- **What you have to do**:
From the entries below, copy out all lines holding "Email".

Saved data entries
-------------------------
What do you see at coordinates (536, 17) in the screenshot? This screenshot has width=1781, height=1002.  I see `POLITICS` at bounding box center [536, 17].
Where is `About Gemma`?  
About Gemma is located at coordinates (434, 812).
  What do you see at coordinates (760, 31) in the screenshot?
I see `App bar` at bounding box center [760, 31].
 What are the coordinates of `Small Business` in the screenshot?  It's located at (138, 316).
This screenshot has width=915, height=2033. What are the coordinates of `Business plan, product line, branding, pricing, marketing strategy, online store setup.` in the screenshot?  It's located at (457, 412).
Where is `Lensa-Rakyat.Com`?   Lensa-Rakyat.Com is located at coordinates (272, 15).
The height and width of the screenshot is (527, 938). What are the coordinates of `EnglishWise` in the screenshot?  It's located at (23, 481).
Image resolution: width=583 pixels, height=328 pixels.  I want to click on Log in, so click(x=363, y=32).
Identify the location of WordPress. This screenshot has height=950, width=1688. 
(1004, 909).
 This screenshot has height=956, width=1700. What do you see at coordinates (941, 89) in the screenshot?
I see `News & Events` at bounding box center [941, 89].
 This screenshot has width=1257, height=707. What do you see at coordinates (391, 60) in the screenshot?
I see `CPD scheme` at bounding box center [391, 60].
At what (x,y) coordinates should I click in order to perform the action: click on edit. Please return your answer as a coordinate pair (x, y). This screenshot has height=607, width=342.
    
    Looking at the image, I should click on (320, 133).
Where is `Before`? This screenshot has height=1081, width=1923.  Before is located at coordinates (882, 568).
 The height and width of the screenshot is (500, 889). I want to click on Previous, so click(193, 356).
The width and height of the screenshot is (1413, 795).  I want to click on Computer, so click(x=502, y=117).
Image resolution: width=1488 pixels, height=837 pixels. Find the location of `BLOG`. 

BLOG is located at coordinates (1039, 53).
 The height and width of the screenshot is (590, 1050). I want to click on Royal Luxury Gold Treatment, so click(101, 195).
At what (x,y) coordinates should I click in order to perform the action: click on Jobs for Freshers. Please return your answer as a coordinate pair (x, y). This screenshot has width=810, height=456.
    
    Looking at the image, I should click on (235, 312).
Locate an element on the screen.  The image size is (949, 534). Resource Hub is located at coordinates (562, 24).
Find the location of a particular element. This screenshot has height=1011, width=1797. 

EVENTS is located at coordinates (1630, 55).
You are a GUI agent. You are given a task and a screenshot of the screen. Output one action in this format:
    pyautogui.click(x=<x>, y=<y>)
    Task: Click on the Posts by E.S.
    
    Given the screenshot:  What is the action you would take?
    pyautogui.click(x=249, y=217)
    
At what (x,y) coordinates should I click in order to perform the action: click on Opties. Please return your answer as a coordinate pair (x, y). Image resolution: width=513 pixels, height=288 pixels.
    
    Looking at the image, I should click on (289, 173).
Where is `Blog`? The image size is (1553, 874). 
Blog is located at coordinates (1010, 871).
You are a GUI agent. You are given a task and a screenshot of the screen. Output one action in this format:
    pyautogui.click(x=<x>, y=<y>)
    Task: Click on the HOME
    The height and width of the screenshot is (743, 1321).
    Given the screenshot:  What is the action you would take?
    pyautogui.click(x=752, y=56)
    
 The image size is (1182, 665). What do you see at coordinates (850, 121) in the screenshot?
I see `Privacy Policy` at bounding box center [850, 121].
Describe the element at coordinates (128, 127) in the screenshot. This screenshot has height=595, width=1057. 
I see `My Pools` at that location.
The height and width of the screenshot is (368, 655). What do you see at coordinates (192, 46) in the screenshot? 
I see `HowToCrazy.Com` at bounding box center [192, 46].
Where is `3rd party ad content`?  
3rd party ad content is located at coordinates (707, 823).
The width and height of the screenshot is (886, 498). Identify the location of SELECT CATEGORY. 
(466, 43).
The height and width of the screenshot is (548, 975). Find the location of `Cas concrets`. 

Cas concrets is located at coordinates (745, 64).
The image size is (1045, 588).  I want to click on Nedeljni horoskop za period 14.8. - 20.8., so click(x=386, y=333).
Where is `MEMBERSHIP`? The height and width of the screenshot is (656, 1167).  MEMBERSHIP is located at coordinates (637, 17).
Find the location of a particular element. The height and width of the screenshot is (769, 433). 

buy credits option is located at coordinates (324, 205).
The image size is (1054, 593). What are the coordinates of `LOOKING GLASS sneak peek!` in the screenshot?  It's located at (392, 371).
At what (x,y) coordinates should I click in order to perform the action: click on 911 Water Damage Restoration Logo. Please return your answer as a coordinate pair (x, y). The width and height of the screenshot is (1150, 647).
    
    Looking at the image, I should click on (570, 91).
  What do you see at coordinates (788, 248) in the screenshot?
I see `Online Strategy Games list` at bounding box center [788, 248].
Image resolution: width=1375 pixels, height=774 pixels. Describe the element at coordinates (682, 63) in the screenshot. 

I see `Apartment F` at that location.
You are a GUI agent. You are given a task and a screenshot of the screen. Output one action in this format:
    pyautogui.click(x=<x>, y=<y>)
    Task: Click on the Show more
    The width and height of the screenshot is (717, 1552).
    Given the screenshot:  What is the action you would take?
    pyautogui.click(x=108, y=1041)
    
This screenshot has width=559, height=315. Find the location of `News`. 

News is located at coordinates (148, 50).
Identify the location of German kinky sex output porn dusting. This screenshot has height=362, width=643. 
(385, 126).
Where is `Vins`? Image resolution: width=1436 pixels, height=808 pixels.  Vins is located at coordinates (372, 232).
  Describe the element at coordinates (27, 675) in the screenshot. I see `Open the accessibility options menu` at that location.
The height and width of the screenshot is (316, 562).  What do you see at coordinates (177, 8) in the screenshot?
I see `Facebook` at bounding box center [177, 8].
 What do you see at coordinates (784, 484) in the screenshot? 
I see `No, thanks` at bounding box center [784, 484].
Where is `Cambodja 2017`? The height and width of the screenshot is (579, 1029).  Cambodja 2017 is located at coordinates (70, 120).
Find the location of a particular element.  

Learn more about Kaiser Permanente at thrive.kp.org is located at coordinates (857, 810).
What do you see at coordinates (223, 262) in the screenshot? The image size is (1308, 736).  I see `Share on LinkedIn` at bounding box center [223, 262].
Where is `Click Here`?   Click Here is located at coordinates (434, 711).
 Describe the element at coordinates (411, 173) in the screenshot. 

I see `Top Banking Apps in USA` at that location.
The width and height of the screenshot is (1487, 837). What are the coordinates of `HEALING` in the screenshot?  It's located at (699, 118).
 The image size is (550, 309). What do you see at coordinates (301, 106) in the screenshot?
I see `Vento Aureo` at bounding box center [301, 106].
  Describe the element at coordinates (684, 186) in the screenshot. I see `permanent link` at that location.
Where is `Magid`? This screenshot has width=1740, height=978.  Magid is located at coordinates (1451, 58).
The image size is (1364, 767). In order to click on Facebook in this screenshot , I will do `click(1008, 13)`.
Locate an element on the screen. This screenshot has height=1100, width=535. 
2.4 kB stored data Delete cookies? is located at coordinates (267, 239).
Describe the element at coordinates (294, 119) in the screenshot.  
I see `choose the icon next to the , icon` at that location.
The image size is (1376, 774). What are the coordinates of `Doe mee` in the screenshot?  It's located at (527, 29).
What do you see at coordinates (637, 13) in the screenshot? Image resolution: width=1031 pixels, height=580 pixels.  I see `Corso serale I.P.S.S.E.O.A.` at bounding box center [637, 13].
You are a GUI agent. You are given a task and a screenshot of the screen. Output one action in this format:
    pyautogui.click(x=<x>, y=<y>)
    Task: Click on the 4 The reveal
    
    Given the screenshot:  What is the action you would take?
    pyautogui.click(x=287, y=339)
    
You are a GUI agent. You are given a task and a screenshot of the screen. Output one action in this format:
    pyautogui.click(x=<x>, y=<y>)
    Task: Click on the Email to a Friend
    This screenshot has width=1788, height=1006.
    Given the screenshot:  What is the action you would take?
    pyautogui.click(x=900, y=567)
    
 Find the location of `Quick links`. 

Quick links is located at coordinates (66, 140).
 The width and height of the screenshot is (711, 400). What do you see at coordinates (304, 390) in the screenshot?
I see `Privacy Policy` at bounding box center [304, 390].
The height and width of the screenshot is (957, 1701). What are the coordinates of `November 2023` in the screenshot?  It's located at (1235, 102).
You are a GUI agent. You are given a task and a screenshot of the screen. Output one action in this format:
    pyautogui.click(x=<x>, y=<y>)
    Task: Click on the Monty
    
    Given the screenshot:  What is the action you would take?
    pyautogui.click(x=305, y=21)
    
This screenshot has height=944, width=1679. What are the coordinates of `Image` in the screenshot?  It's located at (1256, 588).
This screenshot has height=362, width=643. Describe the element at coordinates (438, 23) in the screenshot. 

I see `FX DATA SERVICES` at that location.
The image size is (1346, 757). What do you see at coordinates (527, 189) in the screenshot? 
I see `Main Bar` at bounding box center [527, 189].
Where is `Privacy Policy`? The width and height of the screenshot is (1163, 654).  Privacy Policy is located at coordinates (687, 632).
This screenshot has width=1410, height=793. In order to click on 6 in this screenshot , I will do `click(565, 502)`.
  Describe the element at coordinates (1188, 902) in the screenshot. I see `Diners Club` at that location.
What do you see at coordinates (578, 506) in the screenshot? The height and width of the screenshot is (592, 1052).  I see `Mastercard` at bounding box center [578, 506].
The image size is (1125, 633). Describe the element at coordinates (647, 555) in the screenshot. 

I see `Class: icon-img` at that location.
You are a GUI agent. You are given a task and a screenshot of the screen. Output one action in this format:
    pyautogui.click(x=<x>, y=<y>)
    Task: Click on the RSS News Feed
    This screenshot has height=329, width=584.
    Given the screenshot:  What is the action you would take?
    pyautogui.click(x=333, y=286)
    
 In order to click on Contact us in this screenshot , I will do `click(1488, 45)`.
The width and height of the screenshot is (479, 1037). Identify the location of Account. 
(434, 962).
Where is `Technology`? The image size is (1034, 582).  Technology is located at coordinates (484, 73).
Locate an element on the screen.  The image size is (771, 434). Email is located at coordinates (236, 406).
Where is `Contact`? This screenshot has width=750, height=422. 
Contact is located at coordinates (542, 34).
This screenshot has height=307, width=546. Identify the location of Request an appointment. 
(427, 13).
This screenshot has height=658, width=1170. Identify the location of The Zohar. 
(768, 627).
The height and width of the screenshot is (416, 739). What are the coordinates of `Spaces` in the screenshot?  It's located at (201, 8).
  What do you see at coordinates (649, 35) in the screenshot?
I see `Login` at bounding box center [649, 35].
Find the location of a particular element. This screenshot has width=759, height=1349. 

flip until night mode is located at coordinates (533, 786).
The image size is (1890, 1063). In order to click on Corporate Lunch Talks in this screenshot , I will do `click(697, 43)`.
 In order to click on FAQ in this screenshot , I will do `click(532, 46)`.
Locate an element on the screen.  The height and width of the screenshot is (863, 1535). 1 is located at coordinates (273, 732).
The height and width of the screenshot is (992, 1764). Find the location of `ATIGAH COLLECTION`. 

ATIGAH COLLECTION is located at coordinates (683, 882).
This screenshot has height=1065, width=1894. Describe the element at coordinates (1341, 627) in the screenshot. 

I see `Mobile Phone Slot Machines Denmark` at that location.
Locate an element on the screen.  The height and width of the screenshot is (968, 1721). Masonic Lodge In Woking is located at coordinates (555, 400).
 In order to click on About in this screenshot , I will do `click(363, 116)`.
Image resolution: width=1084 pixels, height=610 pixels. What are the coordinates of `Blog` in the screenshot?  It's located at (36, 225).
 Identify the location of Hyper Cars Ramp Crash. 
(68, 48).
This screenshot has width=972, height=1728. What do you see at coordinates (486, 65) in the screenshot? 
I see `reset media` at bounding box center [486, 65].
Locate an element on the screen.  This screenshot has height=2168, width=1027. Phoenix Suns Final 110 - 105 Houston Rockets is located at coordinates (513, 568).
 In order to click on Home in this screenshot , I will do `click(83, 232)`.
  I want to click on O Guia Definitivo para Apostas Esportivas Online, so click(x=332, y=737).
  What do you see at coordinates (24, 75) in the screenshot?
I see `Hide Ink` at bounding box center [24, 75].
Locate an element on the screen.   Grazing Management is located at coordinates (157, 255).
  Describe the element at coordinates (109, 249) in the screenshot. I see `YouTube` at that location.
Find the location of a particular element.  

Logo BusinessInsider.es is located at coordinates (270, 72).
-------------------------
- **Solution for this exercise**:
    Task: Click on the Email to a Friend
Locate an element on the screen.  The image size is (771, 434). Email is located at coordinates (236, 406).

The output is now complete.